The once-a-decade headcount not only determines how more than $1 trillion in federal funding is allocated to states but also their number of congressional seats. Based on population estimates the government produced last month, 10 states mostly in the Northeast and Midwest are on course to lose one seat each and seven states mostly in the South and West are expecting to gain them.

Staffing issues aside, the panel also urged lawmakers to pressure the bureau to do more to offset the damage caused by the Trump administration's failed efforts to include a citizenship question on the Census, a lingering fear that may affect response rates within immigrant communities, said Arturo Vargas, CEO of the NALEO Educational Fund, a Latino advocacy group.

The bureau has a responsibility to "provide Latinos and the general public with assurances about the confidentiality of their data," he said.

Thursday's hearing is only the first in a series of Census oversight hearings planned this year, starting next month with testimony from Bureau Director Steven Dillingham, Maloney said.


Read More

A young man holding a smartphone to his ear.

A California church models civil political dialogue through Living Room Conversations, showing how curiosity and listening can bridge divides and strengthen relationships.

Getty Images, Cultura Creative

A Conversation You’ve Been Putting Off?

The Episcopal church in Placerville, California, is not an obvious candidate for political harmony. Its congregation is roughly half conservative and half progressive — a split that, over the past decade, has torn apart faith communities across the country. But this one held together through the pandemic. Through two bruising election cycles and everything else, the congregation’s priest, Debra Sabino, managed to keep their core values front and center. And recently, its members decided they wanted to do more.

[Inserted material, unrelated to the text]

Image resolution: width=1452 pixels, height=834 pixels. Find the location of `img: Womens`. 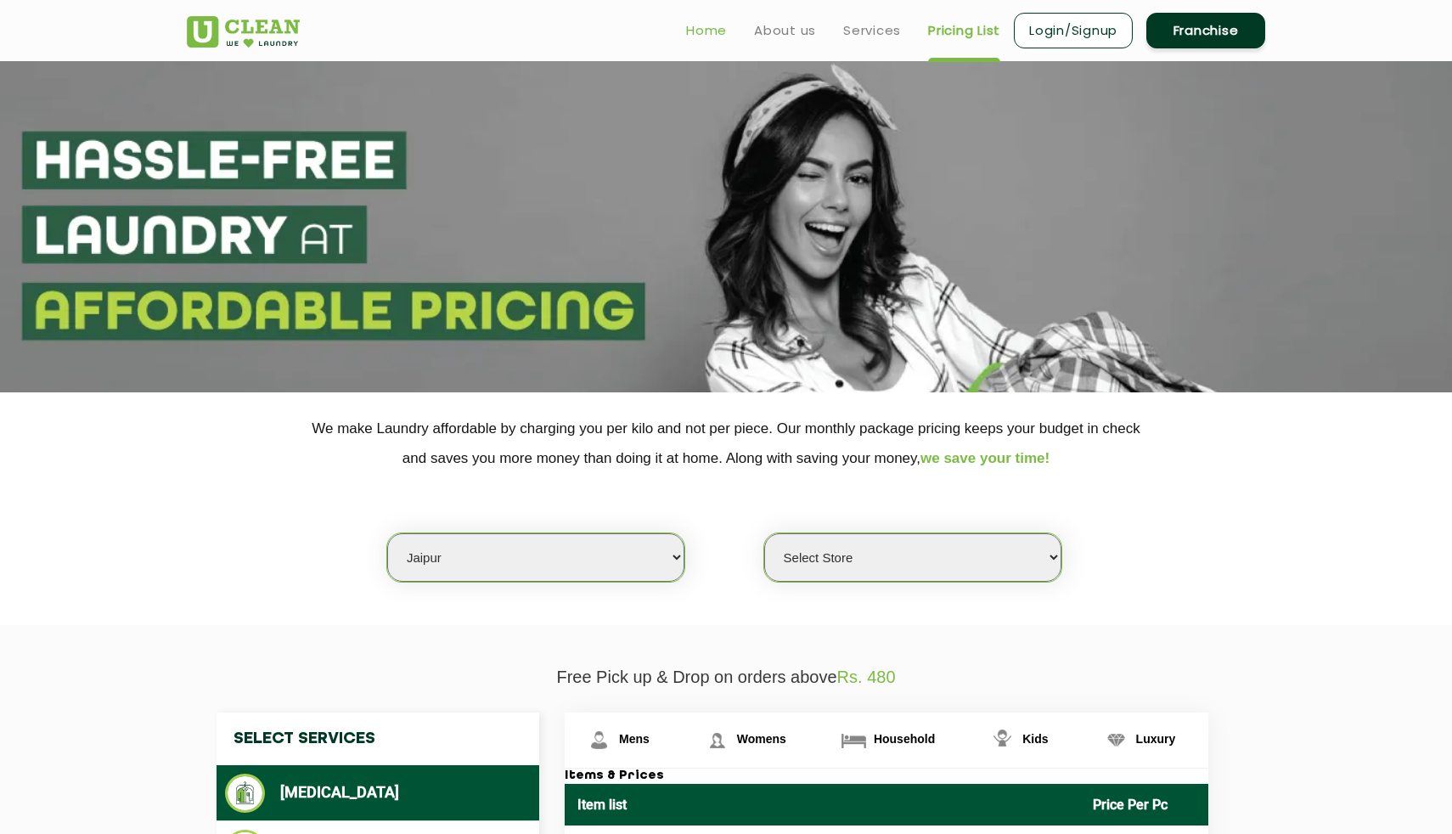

Start with what everyone already agrees on

Ken Futernick, co-lead of Bridging Divides El Dorado, was asked to facilitate an event after a recent Sunday service. He began with a simple exercise. He asked people to think about the most important things in their lives — and then to tell the person next to them where their relationships with friends and family ranked on that list.

Keep ReadingShow less
Democracy Isn’t Eroding. It’s Evolving. The Question Is: Toward What?
a group of flags

Democracy Isn’t Eroding. It’s Evolving. The Question Is: Toward What?

I fell in love with democracy before I fully understood it.

In high school civics classes in the 1990s, I learned about a system that was imperfect in its origins but evolving toward something better. I believed in that evolution. I believed that democracy, if nurtured, could become more inclusive than the one it started as.

Keep ReadingShow less
Macbeth’s Warning: How Ambition and Power Threaten Our Democracy

Engraving of three witches around a bubbling cauldron in a cave summoning an apparition of a rising demon in the background recalling a scene from Shakespeare's Macbeth..Image found in an 1881 book: "Zig Zag Journeys in the Orient" Published by John Wilson & Son, Cambridge, Massachusetts.

Getty Images, KenWiedemann

Macbeth’s Warning: How Ambition and Power Threaten Our Democracy

“Something wicked this way comes…” chant the three witches in Shakespeare’s Macbeth, hailing the former general, now the new king of Scotland.

And indeed, something wicked this way has come to us, in the threat that we are facing to our democracy.

Keep ReadingShow less
The American Dream Now Comes with a Higher Price Tag

People protest for "family affordable Housing"

Photo provided

The American Dream Now Comes with a Higher Price Tag

Basma Ahmad leaves her apartment in Arlington, Va., just after 7 a.m., walking a few blocks to a Metro station before catching the train into Washington. By the time she reaches her office downtown, the commute has taken close to an hour.

Ahmad, 25, moved to the United States from Pakistan last year to work in policy research. She shares a three-bedroom apartment with two roommates, and her portion of the rent is about $1,100 a month.